Thursday, May 3, 2012

Neurodiversity = asset

A lot has been written about neurodiversity and how unfair it is to treat poorly people who fall out of the mental norms.  Despite the push of the neurodiversity movement, things are still labeled with pejorative terms like "disorder" and "syndrome" and the focus has been on "treatment" and integration as if being neurodiverse is equivalent to being handicapped.  In Wall Street Journal article titled "The Upside of Autism," Jonah Lehrer makes a contrary case:

Because of these obvious shortcomings—humans are supposed to be social animals, after all—most people regard autism as a disease, a straightforward example of an impaired mind. But there's compelling evidence that autism is not merely a list of deficits. Rather, it represents an alternate way of making sense of the world, a cognitive difference that, in many instances, comes with unexpected benefits.

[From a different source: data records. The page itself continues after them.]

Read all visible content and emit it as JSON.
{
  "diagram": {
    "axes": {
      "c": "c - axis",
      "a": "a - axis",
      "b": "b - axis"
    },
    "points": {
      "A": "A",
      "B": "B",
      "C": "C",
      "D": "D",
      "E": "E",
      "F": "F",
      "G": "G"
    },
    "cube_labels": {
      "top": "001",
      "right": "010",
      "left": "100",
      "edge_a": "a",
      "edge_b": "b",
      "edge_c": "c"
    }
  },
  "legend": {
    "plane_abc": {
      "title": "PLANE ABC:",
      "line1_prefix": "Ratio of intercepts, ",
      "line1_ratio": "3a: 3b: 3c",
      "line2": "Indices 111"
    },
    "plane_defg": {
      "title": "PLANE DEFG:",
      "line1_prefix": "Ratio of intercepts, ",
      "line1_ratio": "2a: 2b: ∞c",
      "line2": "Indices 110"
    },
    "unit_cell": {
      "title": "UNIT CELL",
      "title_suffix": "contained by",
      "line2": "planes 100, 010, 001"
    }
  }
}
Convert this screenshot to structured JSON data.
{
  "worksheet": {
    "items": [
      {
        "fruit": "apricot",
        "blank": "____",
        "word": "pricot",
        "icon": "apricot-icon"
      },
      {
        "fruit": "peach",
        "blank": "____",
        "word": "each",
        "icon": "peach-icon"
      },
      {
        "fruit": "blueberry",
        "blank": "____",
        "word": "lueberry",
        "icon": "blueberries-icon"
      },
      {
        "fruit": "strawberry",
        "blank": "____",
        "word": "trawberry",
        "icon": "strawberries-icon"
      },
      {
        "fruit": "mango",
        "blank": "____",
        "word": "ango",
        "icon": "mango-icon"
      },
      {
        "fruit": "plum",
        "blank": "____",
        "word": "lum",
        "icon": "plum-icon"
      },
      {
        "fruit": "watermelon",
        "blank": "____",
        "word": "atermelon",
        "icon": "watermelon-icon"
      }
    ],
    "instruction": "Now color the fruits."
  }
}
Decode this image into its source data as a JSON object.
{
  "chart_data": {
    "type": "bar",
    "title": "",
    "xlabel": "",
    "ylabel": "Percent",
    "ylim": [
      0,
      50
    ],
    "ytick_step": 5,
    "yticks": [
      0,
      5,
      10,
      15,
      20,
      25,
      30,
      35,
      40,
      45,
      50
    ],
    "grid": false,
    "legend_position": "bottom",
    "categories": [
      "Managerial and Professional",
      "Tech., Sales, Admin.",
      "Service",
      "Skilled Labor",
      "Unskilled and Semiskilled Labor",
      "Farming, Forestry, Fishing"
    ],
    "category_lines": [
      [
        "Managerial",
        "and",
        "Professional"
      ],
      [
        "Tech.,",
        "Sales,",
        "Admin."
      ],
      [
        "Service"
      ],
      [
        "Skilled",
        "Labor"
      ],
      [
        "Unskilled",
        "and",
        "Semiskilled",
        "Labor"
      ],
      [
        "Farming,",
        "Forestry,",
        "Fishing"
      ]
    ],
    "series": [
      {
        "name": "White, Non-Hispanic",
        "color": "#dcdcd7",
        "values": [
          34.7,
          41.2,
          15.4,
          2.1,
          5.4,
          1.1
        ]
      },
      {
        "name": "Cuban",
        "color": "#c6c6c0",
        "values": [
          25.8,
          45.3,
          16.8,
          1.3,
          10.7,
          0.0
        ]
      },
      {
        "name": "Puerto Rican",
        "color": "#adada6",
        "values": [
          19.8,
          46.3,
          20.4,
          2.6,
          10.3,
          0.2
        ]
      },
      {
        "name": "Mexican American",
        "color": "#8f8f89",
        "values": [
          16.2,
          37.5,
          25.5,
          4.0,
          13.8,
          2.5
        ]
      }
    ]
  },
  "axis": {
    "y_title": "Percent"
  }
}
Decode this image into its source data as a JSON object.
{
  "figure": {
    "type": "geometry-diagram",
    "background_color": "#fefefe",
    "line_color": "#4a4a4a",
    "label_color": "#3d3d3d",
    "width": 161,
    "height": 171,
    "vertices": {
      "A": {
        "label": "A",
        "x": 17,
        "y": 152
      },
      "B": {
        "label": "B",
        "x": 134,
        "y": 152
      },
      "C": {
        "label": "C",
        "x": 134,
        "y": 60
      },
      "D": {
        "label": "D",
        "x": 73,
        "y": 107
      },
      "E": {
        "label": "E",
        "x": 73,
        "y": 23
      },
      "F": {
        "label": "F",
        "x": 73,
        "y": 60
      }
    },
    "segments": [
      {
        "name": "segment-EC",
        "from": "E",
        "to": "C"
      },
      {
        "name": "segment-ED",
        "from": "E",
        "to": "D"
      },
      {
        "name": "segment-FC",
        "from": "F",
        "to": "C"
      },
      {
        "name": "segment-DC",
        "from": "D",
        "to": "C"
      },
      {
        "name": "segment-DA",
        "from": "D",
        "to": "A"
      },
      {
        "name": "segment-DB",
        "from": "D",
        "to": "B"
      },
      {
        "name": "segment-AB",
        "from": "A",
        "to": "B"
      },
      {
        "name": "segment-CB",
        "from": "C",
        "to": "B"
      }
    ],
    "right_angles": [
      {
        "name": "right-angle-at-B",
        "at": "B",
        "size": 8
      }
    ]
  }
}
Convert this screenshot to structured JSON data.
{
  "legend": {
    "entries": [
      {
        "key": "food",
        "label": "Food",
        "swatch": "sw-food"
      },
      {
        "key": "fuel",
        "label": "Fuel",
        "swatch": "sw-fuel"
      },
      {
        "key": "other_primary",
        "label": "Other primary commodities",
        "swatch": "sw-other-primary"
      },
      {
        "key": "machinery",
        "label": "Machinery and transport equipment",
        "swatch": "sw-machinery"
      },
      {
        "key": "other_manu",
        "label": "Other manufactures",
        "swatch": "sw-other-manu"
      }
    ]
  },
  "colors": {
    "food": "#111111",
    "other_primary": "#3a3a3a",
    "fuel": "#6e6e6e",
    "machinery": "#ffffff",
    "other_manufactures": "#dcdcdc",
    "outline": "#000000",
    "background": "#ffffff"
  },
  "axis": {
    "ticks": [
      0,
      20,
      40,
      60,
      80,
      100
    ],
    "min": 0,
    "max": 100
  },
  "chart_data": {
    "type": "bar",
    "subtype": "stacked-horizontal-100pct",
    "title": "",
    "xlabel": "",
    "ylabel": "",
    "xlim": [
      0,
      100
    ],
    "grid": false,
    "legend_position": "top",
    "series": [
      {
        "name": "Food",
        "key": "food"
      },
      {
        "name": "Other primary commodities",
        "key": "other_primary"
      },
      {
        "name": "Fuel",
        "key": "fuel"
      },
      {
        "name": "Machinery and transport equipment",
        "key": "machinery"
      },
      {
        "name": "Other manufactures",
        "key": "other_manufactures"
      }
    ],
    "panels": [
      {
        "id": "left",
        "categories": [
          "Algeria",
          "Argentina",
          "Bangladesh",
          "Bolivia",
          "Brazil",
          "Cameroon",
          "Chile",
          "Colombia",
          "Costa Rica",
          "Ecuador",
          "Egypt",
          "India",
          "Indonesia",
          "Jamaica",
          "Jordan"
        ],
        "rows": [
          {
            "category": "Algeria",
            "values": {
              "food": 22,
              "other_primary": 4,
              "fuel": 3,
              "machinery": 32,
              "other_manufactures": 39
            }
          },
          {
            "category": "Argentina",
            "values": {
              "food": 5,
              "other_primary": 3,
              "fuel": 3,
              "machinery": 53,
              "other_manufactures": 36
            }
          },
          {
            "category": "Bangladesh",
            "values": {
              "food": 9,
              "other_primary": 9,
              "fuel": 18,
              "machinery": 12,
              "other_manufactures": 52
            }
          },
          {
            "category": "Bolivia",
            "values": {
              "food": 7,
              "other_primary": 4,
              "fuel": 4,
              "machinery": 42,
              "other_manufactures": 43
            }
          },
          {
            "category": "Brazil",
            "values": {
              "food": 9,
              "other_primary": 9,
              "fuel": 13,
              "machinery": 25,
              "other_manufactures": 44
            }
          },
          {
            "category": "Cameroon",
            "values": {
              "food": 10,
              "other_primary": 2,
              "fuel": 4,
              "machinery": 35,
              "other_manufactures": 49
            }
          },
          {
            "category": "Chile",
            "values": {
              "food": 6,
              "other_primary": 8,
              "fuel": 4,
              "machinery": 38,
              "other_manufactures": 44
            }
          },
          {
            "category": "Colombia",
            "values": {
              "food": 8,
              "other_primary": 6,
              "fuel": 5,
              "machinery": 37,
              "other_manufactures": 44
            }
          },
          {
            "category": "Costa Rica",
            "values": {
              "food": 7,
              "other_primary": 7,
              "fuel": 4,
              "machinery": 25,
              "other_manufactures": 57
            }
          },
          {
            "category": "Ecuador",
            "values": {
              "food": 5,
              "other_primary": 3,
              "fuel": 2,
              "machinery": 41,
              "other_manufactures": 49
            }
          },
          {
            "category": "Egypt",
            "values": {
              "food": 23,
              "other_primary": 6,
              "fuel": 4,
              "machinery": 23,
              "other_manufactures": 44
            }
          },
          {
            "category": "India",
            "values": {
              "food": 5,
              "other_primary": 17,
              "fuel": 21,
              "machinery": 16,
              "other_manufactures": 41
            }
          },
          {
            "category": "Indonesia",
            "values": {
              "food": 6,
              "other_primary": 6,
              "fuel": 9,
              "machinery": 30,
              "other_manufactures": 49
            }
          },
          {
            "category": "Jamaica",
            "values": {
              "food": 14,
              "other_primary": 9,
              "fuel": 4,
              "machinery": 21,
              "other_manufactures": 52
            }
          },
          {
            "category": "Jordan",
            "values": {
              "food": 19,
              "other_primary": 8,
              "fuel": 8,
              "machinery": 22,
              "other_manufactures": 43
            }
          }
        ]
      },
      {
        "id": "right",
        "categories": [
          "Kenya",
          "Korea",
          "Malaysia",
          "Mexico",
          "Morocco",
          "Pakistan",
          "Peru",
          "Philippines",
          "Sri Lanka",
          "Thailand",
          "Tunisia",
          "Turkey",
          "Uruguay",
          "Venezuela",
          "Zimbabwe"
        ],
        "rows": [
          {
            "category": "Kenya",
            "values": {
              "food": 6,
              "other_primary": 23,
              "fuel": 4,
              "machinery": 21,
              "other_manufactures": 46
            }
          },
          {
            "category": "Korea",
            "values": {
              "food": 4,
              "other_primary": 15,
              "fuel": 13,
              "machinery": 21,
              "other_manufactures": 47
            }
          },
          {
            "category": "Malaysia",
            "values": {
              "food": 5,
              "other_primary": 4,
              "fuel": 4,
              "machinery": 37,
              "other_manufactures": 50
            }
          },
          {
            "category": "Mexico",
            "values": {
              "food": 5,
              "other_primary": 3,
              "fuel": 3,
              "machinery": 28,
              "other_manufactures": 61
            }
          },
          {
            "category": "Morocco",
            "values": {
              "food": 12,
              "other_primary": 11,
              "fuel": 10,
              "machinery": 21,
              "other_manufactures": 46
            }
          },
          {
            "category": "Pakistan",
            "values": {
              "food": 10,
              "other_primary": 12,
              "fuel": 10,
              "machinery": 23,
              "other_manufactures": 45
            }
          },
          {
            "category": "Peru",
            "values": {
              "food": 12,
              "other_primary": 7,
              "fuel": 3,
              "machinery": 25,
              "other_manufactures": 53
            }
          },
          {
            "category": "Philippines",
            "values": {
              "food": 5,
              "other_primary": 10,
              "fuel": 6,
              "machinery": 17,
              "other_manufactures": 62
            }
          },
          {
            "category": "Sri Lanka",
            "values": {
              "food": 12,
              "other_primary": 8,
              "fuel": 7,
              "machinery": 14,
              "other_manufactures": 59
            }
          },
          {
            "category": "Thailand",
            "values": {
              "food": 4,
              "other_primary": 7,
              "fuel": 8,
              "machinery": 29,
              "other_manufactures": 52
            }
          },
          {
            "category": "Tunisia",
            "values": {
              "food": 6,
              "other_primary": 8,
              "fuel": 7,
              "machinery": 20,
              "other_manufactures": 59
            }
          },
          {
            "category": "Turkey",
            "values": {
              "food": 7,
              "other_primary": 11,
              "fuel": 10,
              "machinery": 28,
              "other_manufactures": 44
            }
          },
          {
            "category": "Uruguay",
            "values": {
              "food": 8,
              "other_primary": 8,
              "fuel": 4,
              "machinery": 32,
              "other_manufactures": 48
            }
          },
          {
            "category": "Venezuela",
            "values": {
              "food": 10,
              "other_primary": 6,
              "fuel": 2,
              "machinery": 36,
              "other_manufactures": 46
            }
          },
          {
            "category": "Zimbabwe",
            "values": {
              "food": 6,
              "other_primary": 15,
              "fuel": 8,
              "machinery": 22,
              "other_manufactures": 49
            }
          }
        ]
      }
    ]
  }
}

That's the lesson, at least, of a new study from the lab of Nilli Lavie at University College London. A few dozen adults, both with and without autism, were given a difficult perceptual task, in which they had to keep track of letters quickly flashed on a computer screen. At the same time, they also had to watch out for a small gray shape that occasionally appeared on the edge of the monitor.

When only a few letters appeared on the screen, both autistic and normal subjects could handle the task. However, when the number of letters was increased, subjects without autism—so-called neurotypicals—could no longer keep up. They were overwhelmed by the surplus of information.

Those adults with autism didn't have this problem. Even when the task became maddeningly difficult, their performance never flagged.

What explains this result? According to the scientists, autism confers a perceptual edge, allowing people with the disorder to process more information in a short amount of time. While scientists have long assumed that autistics are more vulnerable to distraction—an errant sound or conversation can steal their attention—that's not the case. As Prof. Lavie notes, "Our research suggests autism does not involve a distractibility deficit but rather an information-processing advantage."

These perceptual perks have real-world benefits. The scientists argue, for instance, that the ability to process vast amounts of data helps to explain the prevalence of savant-like talents among autistic subjects. Some savants perform difficult mathematical calculations in their head, others draw exquisitely detailed pictures at a young age. These skills have long remained a mystery, but they appear to be rooted in a distinct cognitive style shared by all autistics. Because they can process details that elude the rest of us, they can perform tasks that seem impossible, at least for the normal mind.
***
The larger lesson is that, according to the latest research, these "deficits" are actually trade-offs. What seems, at first glance, like a straightforward liability turns out to be a complex mixture of blessings and burdens.

Of course you would never see an article in the Wall Street Journal titled "The Upside of Sociopathy" and for that it's a little hard for me to take the neurodiversity movement seriously.  But I like this idea of one sense being gone so your other senses fill the gap.  It reminds me of this classic tale of blindness and talent...  you're welcome!